TASK DATA Block Start

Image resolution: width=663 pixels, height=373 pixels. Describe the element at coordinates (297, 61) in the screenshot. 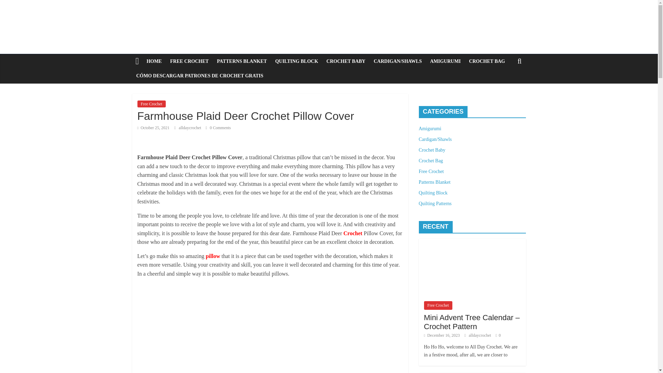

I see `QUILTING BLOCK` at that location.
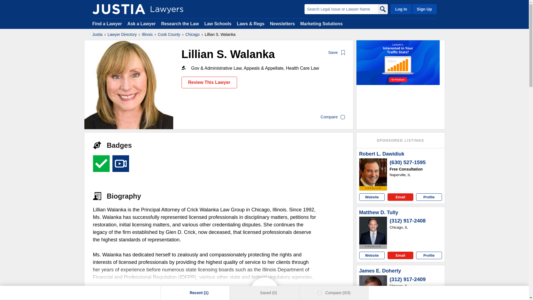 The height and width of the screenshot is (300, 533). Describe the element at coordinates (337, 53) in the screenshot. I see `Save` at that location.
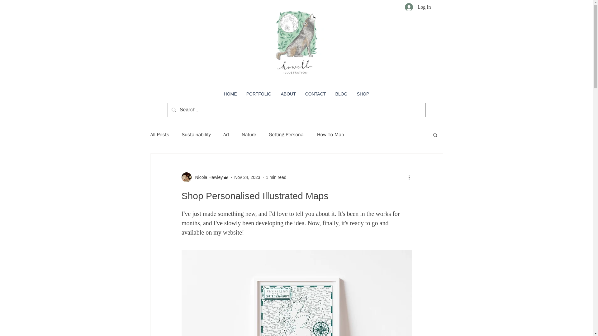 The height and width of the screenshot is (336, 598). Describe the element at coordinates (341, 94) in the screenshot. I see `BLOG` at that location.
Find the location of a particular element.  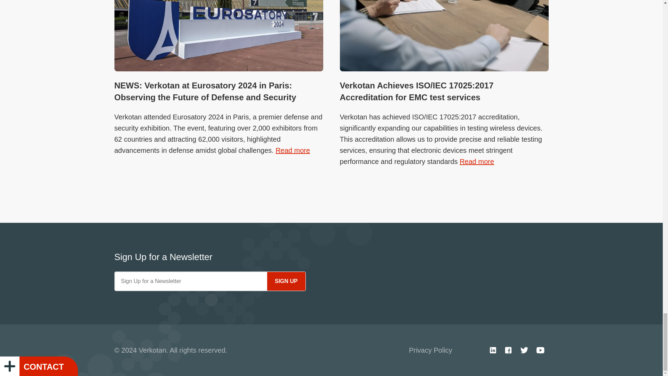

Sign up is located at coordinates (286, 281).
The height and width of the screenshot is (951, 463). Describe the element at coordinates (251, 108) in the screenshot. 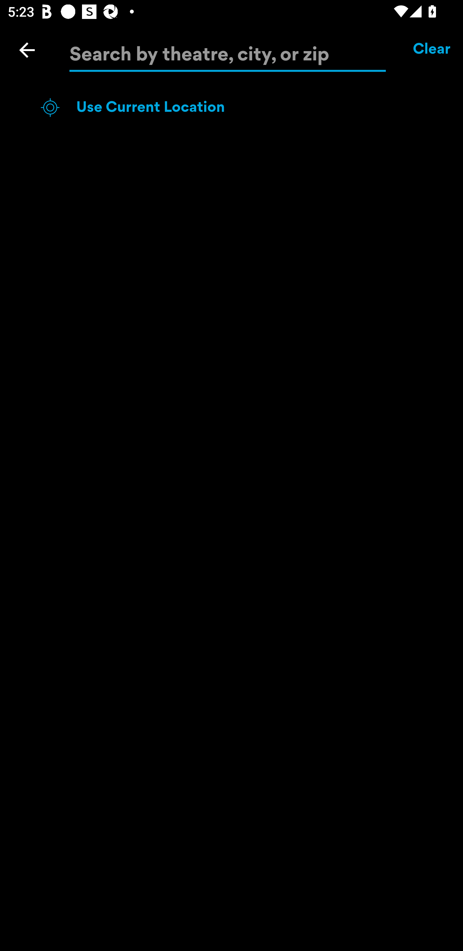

TASK DATA Block End

▶ **TASK GOAL**:
Everything in the entries above should be written out again exactly, except the images.

▶ **RESULT OF THE EXERCISE**:
Image resolution: width=663 pixels, height=373 pixels. Describe the element at coordinates (297, 61) in the screenshot. 

I see `QUILTING BLOCK` at that location.
 The height and width of the screenshot is (300, 533). Describe the element at coordinates (337, 53) in the screenshot. I see `Save` at that location.
 The height and width of the screenshot is (336, 598). Describe the element at coordinates (341, 94) in the screenshot. I see `BLOG` at that location.
Find the location of a particular element.  

Sign up is located at coordinates (286, 281).
The height and width of the screenshot is (951, 463). Describe the element at coordinates (251, 108) in the screenshot. 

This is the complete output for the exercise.